House of Guinness arrives with first-look images and a clear date on the calendar, setting up a fall launch for Steven Knight’s next period powerhouse. Netflix has locked September 25, 2025, for the global premiere, with all eight episodes arriving the same day.
The story opens in 1860s Dublin and New York, right after Sir Benjamin Guinness’s death, and follows how his will binds the heirs to the brewery and to each other. The first photos preview boardrooms, funeral black, and the heat of the brewhouse, pointing to a legacy saga that balances family duty with industrial ambition.
Anthony Boyle leads as Arthur Guinness, with Louis Partridge as brother Edward, Emily Fairn as Anne, and Fionn O’Shea as Ben. James Norton plays fixer Sean Rafferty. House of Guinness is positioned as a tight, character-first drama rather than a sprawling biopic, with an emphasis on inheritance, power, and the business of stout. A trailer and episode details are still pending, but the first look plants strong markers.
Netflix has set House of Guinness for Thursday, September 25, 2025, as a binge release of eight episodes worldwide. The first-look stills emphasise mourning attire, cavernous interiors, and a charged factory floor, suggesting a series that moves between aristocratic display and labour reality.
As per the Netflix Tudum report dated August 18, 2025, Steven Knight said,
“The first priority is: Don’t screw it up. And the second priority is to make Guinness even bigger.”
What’s confirmed: title, core premise, cast slate, creative team, and premiere model. What’s still under wraps: runtimes, episode titles, and trailer timing. For launch-day logistics and the full cast card,
Netflix’s first-look package remains the primary source of record. House of Guinness uses its photo set to telegraph tone rather than reveal plot turns, which keeps the pressure on the premiere week push.
House of Guinness begins with the will reading and its shocking clause. Arthur and Edward must jointly run the brewery or lose everything, while Anne and Ben face altered futures shaped by the same legal bind. As per the Netflix Tudum report dated August 18, 2025, Steven Knight remarked,
“Before he died, their father very deliberately chained Arthur and Edward together in responsibility for the brewery. You’ll find out why when you watch.”
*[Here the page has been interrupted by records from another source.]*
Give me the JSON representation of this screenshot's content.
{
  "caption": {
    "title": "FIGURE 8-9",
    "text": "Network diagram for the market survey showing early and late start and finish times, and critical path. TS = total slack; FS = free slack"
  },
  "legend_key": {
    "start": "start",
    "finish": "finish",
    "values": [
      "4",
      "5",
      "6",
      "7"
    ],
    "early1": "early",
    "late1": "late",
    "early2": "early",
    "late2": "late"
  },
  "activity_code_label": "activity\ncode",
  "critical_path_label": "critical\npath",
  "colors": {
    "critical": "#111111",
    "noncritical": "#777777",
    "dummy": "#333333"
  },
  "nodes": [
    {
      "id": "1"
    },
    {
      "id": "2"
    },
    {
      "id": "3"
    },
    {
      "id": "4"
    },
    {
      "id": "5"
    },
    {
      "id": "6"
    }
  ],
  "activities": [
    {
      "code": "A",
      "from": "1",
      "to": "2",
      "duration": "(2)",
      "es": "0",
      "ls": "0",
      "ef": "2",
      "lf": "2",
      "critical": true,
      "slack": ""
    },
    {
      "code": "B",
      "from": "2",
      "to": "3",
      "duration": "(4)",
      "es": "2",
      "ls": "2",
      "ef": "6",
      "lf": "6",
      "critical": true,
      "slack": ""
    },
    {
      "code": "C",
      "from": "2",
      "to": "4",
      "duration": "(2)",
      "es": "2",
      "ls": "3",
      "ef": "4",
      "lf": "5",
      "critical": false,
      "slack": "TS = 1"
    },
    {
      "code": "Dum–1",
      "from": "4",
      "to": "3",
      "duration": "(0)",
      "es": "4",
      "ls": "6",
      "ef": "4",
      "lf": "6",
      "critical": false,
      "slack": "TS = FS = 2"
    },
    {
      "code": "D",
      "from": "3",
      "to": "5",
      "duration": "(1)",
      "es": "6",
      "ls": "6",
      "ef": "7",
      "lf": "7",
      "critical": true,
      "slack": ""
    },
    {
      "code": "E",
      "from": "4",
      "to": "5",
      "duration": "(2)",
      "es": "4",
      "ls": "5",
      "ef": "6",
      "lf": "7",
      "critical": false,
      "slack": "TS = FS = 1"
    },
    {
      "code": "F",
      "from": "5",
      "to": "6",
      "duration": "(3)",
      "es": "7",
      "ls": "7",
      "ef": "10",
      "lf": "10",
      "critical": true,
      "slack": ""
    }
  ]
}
The show’s frame is 1860s Dublin and New York, with street agitation and parliamentary ambitions pressing in on family strategy. Norton’s Rafferty widens the canvas to the factory floor and enforcement politics. As per the GQ report dated August 19, 2025, Steven Knight said,
“If you were writing fiction....you’d invent that, and people would say, ‘Really?’ But this is real.”
Underscoring how the joint-stewardship hook springs from documented history. The tone cues come straight from the creator. As per the Radio Times report dated March 15, 2024, Steven Knight stated,
“The Guinness dynasty is known the world over – wealth, poverty, power, influence, and great tragedy are all intertwined to create a rich tapestry of material to draw from”
That brief reads like a series bible and matches the power-play hints in the images. House of Guinness keeps the focus on choice, consequence, and the price of a name.
House of Guinness is created and executive produced by Knight, with executives Karen Wilson, Elinor Day, Martin Haines, Tom Shankland, and Ivana Lowell. Cahal Bannon serves as series producer, with Howard Burch as producer. Shankland directs four episodes; Mounia Akl directs two.
The production is by Kudos. The show’s build leans on North West England, standing in for 1860s Dublin, including Liverpool’s Stanley Dock reimagined as St. James’s Gate, plus stately homes for the family’s sphere. The factory textures, steam, rails, and barrel lines are designed to stage both commerce and conflict.
This team’s choices aim for a grounded, contemporary read on 19th-century capital and charisma. That approach fits Knight’s track record: tight character engines, sharp politics, and a sense of place that doubles as a pressure cooker.
As the first-look press lays out, House of Guinness is built to travel globally while staying rooted in Irish industry and family law. Expect the show to connect the public brand to private leverage, one boardroom, and one boil kettle, at a time.